The Bar Council has two key areas of concern that will be considered by the ongoing Post Office inquiry.

First, before Horizon, the IT system developed by Fujitsu for tasks including accounting and stocktaking, the Post Office was bringing a handful of prosecutions per year. Once Horizon was implemented in 1999, the number of prosecutions shot up to 50-80 a year. This stark difference ought to have given any prosecuting authority pause for thought.

Our second concern relates to the questions that arise from the ability of the Post Office to prosecute when it believed it was the victim of criminal behaviour by what it assumed were dishonest postmasters and postmistresses. It is inevitable that those bringing private prosecutions have some sort of a vested interest in the cases brought. The CPS itself was created in 1986 in part to curtail the ability of the police to decide to bring prosecutions for serious crimes, and this separated those who were making the decision to prosecute from those working on, and personally invested in, the investigation. This removed a conflict of interest.

In our response to the House of Commons home affairs committee inquiry on fraud last year, we said there should be a safeguard to require all private prosecutors to inform the defendant of their right to request the director of public prosecutions, as the head of the CPS, take over a prosecution.

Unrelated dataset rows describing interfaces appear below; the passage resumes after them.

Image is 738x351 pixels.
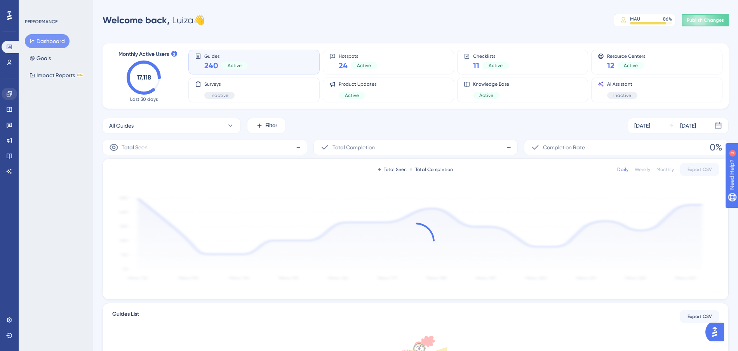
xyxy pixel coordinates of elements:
[210,92,228,99] span: Inactive
[204,53,248,59] span: Guides
[265,121,277,130] span: Filter
[25,34,70,48] button: Dashboard
[137,74,151,81] text: 17,118
[339,53,377,59] span: Hotspots
[18,2,49,11] span: Need Help?
[506,141,511,154] span: -
[473,53,509,59] span: Checklists
[656,167,674,173] div: Monthly
[634,121,650,130] div: [DATE]
[109,121,134,130] span: All Guides
[332,143,375,152] span: Total Completion
[103,14,205,26] div: Luiza 👋
[680,311,719,323] button: Export CSV
[103,14,170,26] span: Welcome back,
[118,50,169,59] span: Monthly Active Users
[103,118,241,134] button: All Guides
[607,53,645,59] span: Resource Centers
[204,81,235,87] span: Surveys
[345,92,359,99] span: Active
[473,81,509,87] span: Knowledge Base
[489,63,503,69] span: Active
[77,73,83,77] div: BETA
[710,141,722,154] span: 0%
[130,96,158,103] span: Last 30 days
[680,121,696,130] div: [DATE]
[613,92,631,99] span: Inactive
[635,167,650,173] div: Weekly
[543,143,585,152] span: Completion Rate
[25,51,56,65] button: Goals
[624,63,638,69] span: Active
[204,60,218,71] span: 240
[25,19,57,25] div: PERFORMANCE
[617,167,628,173] div: Daily
[378,167,407,173] div: Total Seen
[687,17,724,23] span: Publish Changes
[630,16,640,22] div: MAU
[682,14,729,26] button: Publish Changes
[339,60,348,71] span: 24
[607,81,637,87] span: AI Assistant
[687,314,712,320] span: Export CSV
[25,68,88,82] button: Impact ReportsBETA
[410,167,453,173] div: Total Completion
[357,63,371,69] span: Active
[247,118,286,134] button: Filter
[607,60,614,71] span: 12
[339,81,376,87] span: Product Updates
[54,4,56,10] div: 3
[705,321,729,344] iframe: UserGuiding AI Assistant Launcher
[663,16,672,22] div: 86 %
[680,164,719,176] button: Export CSV
[122,143,148,152] span: Total Seen
[479,92,493,99] span: Active
[112,310,139,324] span: Guides List
[296,141,301,154] span: -
[228,63,242,69] span: Active
[473,60,479,71] span: 11
[687,167,712,173] span: Export CSV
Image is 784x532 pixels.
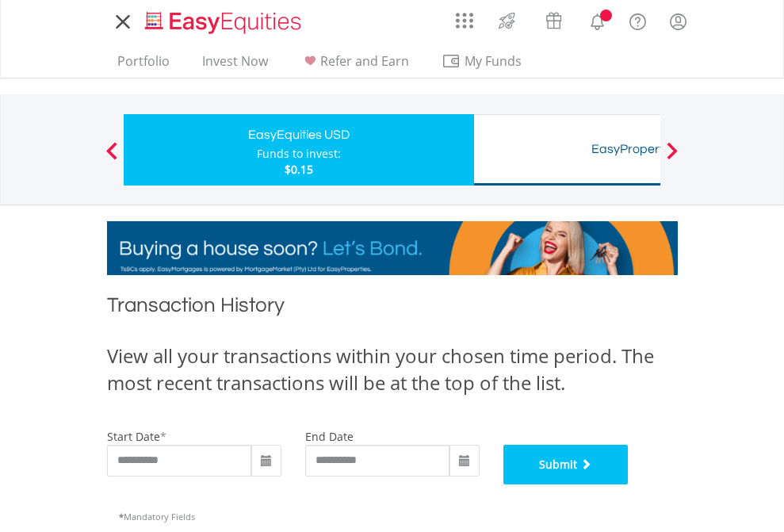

The parliamentary justice committee issued recommendations three years ago on proposed safeguards in relation to private prosecutions, but not all the measures were accepted, including provision for inspection of all bodies that conduct private prosecutions, a code of standards for all private prosecutors and investigators, as well as the creation of a power to strip an organisation of its power to conduct private prosecutions. It is clear that these should now be revisited. At the very least, parliament should carefully consider introducing enhanced oversight, and possibly formal regulation, to help to ensure the power to prosecute is not abused.

The Horizon scandal has highlighted the urgent need to repair confidence in the justice system and the vital importance of fairness and access to legal advice and representation. It is important to understand how and why the justice system did not work in the case of over 900 victims of this miscarriage of justice and that will, of course, also include the role played by lawyers. There has been some excellent legal work carried out, but some lawyers will face heavy criticism when the inquiry makes its findings. There could be systemic problems identified and the Bar Council will play its part to ensure they are addressed.